Attendance is free, but it is necessary prior registration. Limited capacity.
Organized by:
Fundación Ramón Areces e Instituto Figuerola de Historia y Ciencias Sociales de la UC3M
Coordinator/s:
Miguel Jerez Méndez
Consejo de Ciencias Sociales de la Fundación Ramón Areces
- Description
- Programme
- Speaker/s
In Europe, precolonial West Africa is probably most associated with the Atlantic and Saharan slave trades. Slave labour also became central to the economies of West African societies themselves: a recent study asserted that by 1850 half the population of the largest nineteenth-century state, the Sokoto Caliphate, consisted of slaves. This lecture will explore the history of slavery within West Africa, addressing three problems.
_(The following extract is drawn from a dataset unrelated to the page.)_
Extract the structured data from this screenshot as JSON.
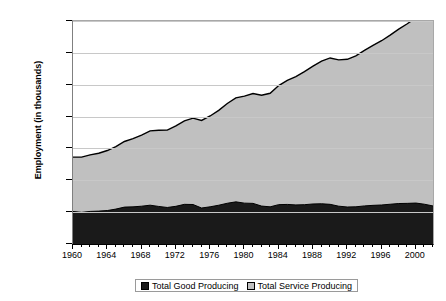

First, while there was huge demand for manual labour in the plantation systems of the early modern Americas, labour was also scarce in relation to cultivable land in West Africa itself. Given also the costs of enslavement and transportation, why then was the Atlantic (and Saharan) slave trade profitable to the perpetrators, over hundreds of years?
Second, West Africa in the fifteenth to early twentieth centuries is a good example of the general observation that, unlike with the other major categories of labour coercion -serfdom, debt bondage or corvée- those enslaved were usually foreigners in their masters’ societies. Why was enslavement overwhelmingly a fate reserved for outsiders?
Third, of all the forms of labour coercion, slavery is arguably the most market-oriented. What were the relationships between slave trading, slave labour, and the growing commercialisation of West Africa, including after abolition?
For all three questions, I will argue that the answers have to be partly economic and environmental (resources and technologies), and partly political (relating to the constraints and opportunities for state formation in the region, and the incentives to rulers).
Monday, 13 November
19:00 h.
Bienvenida
Miguel Jerez Méndez
Consejo de Ciencias Sociales de la Fundación Ramón Areces.
Presentación
Juan Carmona
Director del Instituto Figuerola de Historia y Ciencias Sociales - UC3M.
Conferencia
La economía política de la esclavitud en la historia de África Occidental
Gareth Austin
Universidad de Cambridge y fellow del King's College
Gareth Austin
Gareth Austin is a Professor Emeritus of economic history at the University of Cambridge and a fellow of King's College. He specializes in African, comparative and global economic history, especially in the nineteenth and twentieth centuries. He has conducted extensive research on Ghana and other parts of West Africa, as well as on Asia and Latin America. He has published several books and articles on topics such as slavery, labour, land, capital, industrialization and environmental history. He is a former editor of the Journal of African History and a founder of the Journal of Global History. He has taught and worked at various universities around the world, including Birmingham, Ghana, London, Geneva, Cape Town, Kyoto, Delhi and Montevideo.